SGMA Isn’t Just About Water
- Jules Martella
- Feb 20
- 2 min read
If you’ve only read the policies, SGMA may appear to be a groundwater regulation. A roadmap to sustainability. A technical solution to a technical problem.

But if you’ve spent any time in the field or in the rooms where decisions are made, you know this goes much deeper.
Why SGMA Is About More Than Water
SGMA is reshaping more than just water use. It’s shifting how people farm, how they trust institutions, and how they prepare for a future that feels increasingly unstable.
These are the costs that don’t show up in the reports:
Burnout among the same community members who always show up
Frustration from stakeholders who feel unheard
Skepticism from those who’ve watched past plans fall apart
Shifts in family land planning, leasing, and succession
Rising fear in small communities about what their future holds
The Hidden Layer: Grief
SGMA brings loss. And like any loss, it comes with grief.
Grief over land that might not stay in production
Grief over family decisions no one wanted to make
Grief over the silence that too often surrounds rural voices
Grief over the feeling of being left behind...again
This kind of emotional weight isn’t accounted for in the metrics, but it shapes how people respond, how they resist, and how they recover.
It’s Not Just a Checklist
SGMA isn’t just a mandate; it’s a reckoning. SGMA is about more than water, and that will outlast the meetings and shape rural California for decades to come.
If we treat this like a communications problem or an engineering puzzle, we miss the real assignment: rebuilding trust, restoring clarity, and supporting communities as they navigate real, lasting change.
We don’t need better messaging. We need real listening. We need actions that show people they matter. And we need to tell the truth about what’s happening and who it’s happening to.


**Exercise**
Only lines containing the string "split" belong in the answer; find them in the records and copy them.

**Raw data**
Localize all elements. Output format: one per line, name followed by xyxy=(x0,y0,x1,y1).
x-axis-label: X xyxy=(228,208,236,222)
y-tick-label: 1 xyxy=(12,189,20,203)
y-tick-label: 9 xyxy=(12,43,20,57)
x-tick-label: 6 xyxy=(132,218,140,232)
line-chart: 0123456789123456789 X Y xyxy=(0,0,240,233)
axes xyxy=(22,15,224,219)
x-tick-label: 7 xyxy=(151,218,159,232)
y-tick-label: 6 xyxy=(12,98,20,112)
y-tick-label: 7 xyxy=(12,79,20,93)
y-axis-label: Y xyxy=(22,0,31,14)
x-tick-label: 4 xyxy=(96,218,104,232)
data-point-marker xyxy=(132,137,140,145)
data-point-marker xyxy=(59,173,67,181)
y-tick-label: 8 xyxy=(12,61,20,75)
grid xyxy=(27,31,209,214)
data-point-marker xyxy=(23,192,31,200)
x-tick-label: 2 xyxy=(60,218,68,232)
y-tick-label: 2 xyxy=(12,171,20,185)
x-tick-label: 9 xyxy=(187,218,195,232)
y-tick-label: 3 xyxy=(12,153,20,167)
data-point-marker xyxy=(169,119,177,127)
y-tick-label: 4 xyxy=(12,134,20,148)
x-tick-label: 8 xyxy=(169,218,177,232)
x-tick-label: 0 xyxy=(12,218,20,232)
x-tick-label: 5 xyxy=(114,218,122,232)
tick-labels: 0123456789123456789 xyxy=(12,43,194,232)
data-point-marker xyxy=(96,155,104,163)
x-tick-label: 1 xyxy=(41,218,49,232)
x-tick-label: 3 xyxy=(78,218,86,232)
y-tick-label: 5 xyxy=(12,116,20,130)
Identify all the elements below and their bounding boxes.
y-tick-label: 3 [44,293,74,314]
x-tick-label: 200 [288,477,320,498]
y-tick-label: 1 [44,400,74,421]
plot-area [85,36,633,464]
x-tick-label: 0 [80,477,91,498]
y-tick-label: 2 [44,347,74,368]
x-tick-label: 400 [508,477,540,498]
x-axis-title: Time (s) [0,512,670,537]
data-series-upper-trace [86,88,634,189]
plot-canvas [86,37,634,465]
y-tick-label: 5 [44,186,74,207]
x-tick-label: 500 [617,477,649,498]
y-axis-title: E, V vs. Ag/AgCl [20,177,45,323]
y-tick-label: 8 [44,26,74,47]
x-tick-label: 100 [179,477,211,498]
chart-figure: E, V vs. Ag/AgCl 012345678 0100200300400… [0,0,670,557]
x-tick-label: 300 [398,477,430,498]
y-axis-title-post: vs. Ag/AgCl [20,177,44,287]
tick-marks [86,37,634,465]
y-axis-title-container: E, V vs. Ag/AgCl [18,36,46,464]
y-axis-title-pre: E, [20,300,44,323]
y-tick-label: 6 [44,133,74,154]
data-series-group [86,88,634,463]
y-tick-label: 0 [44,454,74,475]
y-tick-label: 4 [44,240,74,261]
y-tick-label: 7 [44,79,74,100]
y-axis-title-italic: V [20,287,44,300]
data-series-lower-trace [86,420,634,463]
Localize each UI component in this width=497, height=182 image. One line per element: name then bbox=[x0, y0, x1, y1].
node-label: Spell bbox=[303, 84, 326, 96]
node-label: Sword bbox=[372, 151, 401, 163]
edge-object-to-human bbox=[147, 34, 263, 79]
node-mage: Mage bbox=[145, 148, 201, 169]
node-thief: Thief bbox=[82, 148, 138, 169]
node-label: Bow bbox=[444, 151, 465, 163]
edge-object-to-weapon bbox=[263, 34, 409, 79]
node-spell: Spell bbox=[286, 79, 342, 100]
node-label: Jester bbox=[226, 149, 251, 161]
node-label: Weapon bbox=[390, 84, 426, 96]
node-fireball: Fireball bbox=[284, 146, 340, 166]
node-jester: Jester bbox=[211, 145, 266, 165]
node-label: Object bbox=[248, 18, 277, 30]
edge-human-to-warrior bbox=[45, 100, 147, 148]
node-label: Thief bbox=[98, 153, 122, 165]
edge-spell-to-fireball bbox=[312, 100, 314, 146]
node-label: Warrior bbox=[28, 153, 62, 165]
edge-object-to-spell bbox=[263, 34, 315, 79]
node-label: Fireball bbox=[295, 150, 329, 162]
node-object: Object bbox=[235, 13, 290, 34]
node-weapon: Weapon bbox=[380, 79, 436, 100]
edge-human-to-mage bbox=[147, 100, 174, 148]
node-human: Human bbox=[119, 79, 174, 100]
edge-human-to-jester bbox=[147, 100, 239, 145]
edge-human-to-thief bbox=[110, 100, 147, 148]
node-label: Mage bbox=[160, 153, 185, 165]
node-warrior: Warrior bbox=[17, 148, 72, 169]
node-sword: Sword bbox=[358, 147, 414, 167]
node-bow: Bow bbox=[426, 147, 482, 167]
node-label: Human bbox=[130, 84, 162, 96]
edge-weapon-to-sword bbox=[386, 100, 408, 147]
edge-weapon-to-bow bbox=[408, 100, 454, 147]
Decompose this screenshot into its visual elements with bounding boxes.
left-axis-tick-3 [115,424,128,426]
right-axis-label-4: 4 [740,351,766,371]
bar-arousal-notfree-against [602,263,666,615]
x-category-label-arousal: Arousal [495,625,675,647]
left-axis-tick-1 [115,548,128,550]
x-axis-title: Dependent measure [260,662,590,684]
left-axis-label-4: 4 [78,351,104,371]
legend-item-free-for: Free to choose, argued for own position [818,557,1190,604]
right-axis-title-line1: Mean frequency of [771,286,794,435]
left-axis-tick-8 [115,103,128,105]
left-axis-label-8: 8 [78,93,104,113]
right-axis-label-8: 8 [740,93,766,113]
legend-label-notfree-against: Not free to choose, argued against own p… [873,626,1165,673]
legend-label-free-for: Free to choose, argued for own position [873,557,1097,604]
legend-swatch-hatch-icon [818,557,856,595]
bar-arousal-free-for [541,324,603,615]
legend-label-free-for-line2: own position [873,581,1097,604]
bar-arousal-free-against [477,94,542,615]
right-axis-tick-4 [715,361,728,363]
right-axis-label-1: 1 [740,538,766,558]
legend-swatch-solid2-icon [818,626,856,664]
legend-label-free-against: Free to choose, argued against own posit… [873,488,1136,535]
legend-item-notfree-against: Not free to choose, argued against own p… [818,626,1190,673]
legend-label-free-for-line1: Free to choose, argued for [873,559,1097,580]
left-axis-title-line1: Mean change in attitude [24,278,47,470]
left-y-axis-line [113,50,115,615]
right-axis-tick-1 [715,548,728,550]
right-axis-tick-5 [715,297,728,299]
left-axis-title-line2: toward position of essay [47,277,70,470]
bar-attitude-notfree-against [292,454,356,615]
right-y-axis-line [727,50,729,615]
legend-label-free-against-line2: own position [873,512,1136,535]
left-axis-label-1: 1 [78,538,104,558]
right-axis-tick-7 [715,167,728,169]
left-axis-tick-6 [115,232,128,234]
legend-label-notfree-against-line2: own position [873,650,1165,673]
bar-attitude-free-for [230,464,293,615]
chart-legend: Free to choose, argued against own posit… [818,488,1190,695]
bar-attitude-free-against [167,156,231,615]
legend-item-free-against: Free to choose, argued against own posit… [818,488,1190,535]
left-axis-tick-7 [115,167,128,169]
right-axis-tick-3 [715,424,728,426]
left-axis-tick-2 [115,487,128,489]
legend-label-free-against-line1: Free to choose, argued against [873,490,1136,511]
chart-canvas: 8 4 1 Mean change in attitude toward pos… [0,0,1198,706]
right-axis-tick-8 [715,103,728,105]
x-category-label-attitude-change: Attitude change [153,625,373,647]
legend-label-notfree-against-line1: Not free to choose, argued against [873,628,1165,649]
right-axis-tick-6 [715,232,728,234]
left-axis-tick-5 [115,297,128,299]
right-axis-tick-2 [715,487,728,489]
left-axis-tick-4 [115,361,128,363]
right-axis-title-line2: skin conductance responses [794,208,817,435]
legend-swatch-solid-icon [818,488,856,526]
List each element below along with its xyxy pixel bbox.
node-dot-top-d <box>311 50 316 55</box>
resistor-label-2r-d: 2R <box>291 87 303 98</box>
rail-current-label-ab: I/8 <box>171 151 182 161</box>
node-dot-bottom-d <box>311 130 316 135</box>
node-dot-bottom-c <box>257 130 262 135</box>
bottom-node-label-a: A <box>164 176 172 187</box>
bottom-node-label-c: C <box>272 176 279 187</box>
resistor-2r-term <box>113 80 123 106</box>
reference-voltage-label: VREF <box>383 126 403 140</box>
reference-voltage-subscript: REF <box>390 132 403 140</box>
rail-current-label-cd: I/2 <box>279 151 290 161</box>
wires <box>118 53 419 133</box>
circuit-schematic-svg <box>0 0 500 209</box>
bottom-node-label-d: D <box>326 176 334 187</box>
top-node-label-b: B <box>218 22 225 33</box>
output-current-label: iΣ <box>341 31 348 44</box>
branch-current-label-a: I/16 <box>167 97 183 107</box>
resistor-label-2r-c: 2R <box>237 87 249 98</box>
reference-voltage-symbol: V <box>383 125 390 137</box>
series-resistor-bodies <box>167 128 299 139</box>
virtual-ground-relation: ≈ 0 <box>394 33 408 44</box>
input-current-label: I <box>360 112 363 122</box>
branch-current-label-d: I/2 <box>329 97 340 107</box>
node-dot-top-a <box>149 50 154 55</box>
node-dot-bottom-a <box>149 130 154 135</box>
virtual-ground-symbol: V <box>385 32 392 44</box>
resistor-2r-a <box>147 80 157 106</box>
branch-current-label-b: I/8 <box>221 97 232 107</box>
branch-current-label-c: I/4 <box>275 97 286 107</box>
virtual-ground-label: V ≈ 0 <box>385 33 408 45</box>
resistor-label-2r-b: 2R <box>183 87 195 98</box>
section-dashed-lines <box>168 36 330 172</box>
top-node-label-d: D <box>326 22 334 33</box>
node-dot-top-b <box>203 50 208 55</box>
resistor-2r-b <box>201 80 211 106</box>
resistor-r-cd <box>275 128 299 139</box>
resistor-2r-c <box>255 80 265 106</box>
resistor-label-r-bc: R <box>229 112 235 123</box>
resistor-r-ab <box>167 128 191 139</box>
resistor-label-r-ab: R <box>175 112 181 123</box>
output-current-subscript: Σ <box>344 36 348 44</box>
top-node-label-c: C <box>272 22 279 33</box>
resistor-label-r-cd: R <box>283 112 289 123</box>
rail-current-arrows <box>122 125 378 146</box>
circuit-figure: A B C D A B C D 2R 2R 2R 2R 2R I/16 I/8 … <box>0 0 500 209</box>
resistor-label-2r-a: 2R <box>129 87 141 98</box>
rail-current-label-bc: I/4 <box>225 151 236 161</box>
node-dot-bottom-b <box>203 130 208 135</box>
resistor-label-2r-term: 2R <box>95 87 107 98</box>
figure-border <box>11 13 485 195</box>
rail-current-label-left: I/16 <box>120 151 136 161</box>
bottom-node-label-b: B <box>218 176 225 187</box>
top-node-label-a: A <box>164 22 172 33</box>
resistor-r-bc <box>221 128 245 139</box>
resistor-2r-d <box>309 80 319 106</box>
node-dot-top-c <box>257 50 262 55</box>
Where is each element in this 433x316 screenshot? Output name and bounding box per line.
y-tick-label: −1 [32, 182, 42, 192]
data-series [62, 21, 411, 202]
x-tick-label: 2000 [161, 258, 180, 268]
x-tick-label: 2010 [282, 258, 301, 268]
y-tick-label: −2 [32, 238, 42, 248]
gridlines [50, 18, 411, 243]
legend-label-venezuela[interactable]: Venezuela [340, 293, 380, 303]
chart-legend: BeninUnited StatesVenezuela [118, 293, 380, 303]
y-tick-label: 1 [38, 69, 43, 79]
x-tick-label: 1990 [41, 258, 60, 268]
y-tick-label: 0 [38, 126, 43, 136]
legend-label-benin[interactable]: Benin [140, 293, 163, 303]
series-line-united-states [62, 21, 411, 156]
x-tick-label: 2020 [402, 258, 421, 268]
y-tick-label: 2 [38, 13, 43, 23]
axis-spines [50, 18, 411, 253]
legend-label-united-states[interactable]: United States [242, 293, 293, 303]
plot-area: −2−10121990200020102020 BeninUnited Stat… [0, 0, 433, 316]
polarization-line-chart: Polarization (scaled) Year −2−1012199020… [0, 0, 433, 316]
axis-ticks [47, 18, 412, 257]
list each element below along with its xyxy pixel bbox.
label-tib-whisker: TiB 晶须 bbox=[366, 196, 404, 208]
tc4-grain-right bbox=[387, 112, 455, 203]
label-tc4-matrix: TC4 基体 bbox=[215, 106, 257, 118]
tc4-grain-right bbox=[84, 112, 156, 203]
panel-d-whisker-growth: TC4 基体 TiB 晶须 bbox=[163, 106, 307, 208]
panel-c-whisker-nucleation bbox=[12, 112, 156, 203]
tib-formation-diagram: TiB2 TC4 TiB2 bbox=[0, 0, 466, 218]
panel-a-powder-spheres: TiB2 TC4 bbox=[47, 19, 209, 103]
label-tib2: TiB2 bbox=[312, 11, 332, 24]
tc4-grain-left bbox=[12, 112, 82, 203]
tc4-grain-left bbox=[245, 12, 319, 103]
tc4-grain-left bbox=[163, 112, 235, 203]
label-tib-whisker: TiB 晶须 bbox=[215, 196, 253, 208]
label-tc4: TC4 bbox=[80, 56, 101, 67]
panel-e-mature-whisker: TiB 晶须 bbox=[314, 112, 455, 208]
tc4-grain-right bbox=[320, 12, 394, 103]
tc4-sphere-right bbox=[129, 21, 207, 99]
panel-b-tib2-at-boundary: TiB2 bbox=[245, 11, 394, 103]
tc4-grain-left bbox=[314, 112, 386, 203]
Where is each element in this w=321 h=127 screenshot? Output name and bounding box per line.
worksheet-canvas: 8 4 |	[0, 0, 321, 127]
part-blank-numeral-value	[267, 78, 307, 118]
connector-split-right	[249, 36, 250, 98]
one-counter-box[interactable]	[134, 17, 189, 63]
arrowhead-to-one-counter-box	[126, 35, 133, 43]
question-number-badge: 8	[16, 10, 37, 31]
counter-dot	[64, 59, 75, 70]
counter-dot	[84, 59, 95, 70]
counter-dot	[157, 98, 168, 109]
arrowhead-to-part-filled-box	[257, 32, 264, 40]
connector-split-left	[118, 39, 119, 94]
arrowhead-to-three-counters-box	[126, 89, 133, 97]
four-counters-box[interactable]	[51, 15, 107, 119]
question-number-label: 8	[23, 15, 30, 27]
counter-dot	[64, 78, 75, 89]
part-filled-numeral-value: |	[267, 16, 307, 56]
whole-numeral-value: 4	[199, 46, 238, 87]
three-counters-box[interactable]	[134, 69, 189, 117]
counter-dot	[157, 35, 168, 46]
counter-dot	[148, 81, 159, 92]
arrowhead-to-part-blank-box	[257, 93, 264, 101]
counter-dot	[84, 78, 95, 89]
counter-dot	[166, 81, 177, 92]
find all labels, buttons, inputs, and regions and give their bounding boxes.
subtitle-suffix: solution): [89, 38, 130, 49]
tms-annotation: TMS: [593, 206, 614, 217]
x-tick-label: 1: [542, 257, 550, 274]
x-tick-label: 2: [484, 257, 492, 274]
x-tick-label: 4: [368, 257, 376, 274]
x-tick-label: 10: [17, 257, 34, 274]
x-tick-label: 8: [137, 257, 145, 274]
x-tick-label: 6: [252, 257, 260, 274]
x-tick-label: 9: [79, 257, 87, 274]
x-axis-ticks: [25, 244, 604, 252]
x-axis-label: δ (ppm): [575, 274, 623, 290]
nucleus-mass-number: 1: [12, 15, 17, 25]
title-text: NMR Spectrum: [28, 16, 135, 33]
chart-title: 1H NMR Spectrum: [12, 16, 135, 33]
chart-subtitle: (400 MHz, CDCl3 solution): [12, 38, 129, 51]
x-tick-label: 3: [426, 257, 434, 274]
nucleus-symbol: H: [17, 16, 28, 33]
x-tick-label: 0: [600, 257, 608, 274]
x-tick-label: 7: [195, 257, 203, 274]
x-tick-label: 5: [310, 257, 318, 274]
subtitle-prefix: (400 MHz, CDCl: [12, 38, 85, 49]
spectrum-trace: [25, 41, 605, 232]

**Exercise output**
connector-split-right	[249, 36, 250, 98]
connector-split-left	[118, 39, 119, 94]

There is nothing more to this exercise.